Blossom Road

I don’t know why I pulled over, idling, right before Christmas, two months of snow and
salt
plowed onto the shoulder, each squat rambler aglow, a life-size baby Jesus reborn in the
DiPasquale’s front yard,
why everything looked different, the way the woods you got lost in as a kid seem small
and disappointing when you return to them older,
because I hadn’t been out of there that long, less than a year, and as far as I could tell in
the December blur,
beyond the slight expansion of the motherhouse infirmary, where the sick nuns, most of
them retired teachers,
convalesced or passed, where I’d volunteered during study hall changing bed pans and
pouring Hawaiian Punch into paper cups,
they hadn’t renovated the spired building I’d entered day after day, my plaid jumper
becoming more ironic with each curve. How selfish it is after you leave a place to doubt that it could function without you.

Songs for the End of the World

On the other side of praise / it’s time to chop down the tall tree in the ear— / enough enough with the starlit promontories—/ a nervous condition traces itself/ in lightning in the clouds, / a little requiem rattles among Coke cans / and old vegetable tins

Empty Air

“Here in this empty air we reckon ink, / Color and volume as a way of life, / Leibnitz’s chain across the galaxy, / A string and a spiral.” A Poem by Kenneth Fields.

Hartford

City of gun shots, where Hartford Hospital on Jefferson Street employed my mother, a nurse, dressed in her white uniform with pearl buttons, and now employs me, forty five years later, a chaplain with a black shirt and a white clerical collar. Some nights when I sleep in the on-call room, I think I hear them page my mother’s elegant name, Loretta. “Trouble,” a nurse says, “Why is the city so troubled?”

Morning Blessings

For Rabbi Burt Jacobson

Blessed is the dog’s tongue
Shamanic prayer flag
Binder of vapor
Harbinger of light’s arrival. Blessed is the brain stem
That battled entropy
All night on my behalf. Blessed are my nether, pleasure parts
That double as effluent outlets. Blessed are you, Ya, granter of civility,
In whose name the trash trucks
Are held in abeyance until the sunlight
Girds the plum trees. Blessed are the medicines,
Polyglot organic molecules,
That soothe or jumpstart
My various organs, that find
My son at sea and return him
Safely to port.

Above the Roofs of the Jewish Village

I and my imaginary lover hover
above the roofs of the Jewish village. Above the courtyards, dairy barns, animal pens. Above the awnings of the chicken coops. Amid smells and clucking, cold air and wind
muss her imaginary hair, soft, colorful, flapping like cards. My love is not Jewish, she’s an urban girl, from the city of Tel Aviv,
giggling a pleasant and liberating laugh.

Ruins

The city as a shifting ruin / Particularly though not exclusively / As an American phenomenon / Most of my lived life / Haunts me, blocks knocked / Down in “urban renewal” now blank…

Night Stop

“He has only his open hand and his sweetly accusatory Bless you. We have only to turn our heads and he’s gone….”

Poetry in the Age of Mass Incarceration

As a result of the transformation of America into an incarceration nation, the now-bursting prisons have become hotbeds of testimony, poetry, art-making, and speechifying. The books of Reginald Dwanye Betts, which are part of this flood of prison-based testimony, recount the tale of a young man who entered prison as a confused sixteen-year-old but who now, more than a decade later, has embarked on a career as a writer.

Feral

Climbing the tree had not been a thoughtless or impetuous action. The girl had taken a Jew’s harp, a handful of dried cranberries, a scrap of blue leather, feathers, a vial of silver and turquoise beads, a needle, some thread, other secret objects, some sacred, all carefully balanced in the lap of an oversized T-shirt that the girl turned alternately into a desk, a knapsack, a handkerchief for blowing her nose, while another T-shirt became a bandanna, a snood, and a white banner that declared most adamantly: “I will not surrender.”

Lamenter-in-Chief

Let us hope that Pinsky’s new Selected Poems will help to dispel the more jaded views of his accomplishments. For Pinsky is an important figure. He is also, as Tony Hoagland has rightly observed, “a much stranger poet than is generally acknowledged.”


**Exercise description**
Please filter the entries for the word "lines" and copy every line that has it.

(Excerpts from a figure dataset)
# # # # # # #

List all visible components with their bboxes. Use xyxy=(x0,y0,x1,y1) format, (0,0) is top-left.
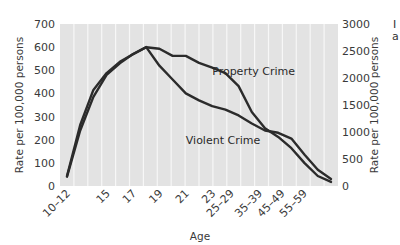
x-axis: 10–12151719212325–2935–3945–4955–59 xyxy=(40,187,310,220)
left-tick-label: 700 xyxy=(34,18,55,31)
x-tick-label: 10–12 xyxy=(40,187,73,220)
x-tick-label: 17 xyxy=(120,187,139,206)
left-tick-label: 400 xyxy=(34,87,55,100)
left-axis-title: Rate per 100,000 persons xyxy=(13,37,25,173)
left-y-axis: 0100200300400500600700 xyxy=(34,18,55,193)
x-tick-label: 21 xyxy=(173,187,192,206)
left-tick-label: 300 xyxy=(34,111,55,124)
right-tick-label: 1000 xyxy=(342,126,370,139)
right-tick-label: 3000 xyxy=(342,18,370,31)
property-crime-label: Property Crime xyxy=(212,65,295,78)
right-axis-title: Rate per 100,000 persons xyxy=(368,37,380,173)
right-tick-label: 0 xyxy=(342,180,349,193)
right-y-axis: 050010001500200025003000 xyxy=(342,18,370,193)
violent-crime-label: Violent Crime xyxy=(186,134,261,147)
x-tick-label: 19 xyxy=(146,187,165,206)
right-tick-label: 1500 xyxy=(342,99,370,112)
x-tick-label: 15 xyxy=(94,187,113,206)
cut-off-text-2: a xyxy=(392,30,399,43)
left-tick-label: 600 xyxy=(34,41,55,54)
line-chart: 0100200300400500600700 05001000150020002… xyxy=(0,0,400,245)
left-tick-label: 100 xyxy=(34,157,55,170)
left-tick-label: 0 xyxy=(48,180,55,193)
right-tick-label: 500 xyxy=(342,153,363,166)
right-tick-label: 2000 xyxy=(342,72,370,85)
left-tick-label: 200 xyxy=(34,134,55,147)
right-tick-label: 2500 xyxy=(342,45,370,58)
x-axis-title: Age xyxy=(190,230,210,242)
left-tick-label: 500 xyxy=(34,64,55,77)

# # # # # # #

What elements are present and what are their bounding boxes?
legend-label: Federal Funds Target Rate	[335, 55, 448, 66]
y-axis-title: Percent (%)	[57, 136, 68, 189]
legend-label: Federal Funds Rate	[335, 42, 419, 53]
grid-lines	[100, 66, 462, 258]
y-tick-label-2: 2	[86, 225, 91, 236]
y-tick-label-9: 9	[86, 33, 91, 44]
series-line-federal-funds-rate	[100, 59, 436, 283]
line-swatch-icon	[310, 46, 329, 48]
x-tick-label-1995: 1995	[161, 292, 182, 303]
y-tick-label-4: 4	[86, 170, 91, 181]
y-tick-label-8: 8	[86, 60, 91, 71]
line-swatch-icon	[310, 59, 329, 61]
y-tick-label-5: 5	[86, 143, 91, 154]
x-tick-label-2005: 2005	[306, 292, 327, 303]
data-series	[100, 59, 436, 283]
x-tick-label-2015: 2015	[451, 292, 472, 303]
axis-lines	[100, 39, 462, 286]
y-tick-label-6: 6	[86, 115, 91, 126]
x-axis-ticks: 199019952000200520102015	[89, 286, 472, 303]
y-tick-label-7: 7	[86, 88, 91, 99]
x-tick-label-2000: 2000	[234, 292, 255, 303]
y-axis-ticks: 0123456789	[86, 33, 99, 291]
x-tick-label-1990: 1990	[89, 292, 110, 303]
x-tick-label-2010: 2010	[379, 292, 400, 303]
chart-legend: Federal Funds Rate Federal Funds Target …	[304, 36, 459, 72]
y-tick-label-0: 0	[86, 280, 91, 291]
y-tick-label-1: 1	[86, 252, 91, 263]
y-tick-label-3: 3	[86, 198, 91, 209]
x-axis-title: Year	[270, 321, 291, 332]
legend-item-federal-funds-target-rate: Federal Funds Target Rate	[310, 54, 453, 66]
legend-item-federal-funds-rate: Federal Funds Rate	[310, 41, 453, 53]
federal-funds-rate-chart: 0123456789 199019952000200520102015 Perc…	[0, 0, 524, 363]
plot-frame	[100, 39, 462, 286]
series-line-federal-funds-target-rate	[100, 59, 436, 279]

# # # # # # #

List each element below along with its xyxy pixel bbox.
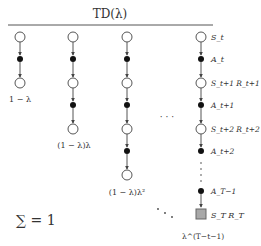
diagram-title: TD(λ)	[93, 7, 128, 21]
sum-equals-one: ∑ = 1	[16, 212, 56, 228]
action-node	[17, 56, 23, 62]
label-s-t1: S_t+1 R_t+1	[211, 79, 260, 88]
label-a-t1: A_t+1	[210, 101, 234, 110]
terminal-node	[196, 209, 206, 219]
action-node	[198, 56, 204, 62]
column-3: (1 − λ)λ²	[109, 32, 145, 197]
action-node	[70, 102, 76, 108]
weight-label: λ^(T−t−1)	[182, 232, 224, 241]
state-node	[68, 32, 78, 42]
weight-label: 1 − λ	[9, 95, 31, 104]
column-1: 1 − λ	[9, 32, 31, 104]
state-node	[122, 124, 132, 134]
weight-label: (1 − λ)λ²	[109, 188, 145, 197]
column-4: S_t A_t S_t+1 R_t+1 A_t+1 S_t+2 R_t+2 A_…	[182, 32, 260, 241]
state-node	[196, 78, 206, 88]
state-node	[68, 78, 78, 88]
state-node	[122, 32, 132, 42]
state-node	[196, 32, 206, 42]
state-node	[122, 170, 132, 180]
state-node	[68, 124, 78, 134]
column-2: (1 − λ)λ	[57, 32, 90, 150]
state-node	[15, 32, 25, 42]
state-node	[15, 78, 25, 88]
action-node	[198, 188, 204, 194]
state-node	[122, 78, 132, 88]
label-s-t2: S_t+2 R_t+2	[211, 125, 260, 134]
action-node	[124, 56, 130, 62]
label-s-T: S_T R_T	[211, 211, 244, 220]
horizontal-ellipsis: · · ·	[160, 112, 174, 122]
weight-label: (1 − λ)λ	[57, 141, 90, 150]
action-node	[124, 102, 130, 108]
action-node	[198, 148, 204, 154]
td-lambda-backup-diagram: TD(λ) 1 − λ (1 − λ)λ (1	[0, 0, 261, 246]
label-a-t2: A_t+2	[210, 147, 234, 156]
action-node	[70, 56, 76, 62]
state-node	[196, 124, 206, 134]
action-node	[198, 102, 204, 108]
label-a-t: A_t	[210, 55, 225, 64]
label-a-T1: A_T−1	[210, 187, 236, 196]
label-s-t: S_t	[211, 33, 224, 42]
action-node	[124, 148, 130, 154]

# # # # # # #

**Exercise answer**
grid-lines	[100, 66, 462, 258]
axis-lines	[100, 39, 462, 286]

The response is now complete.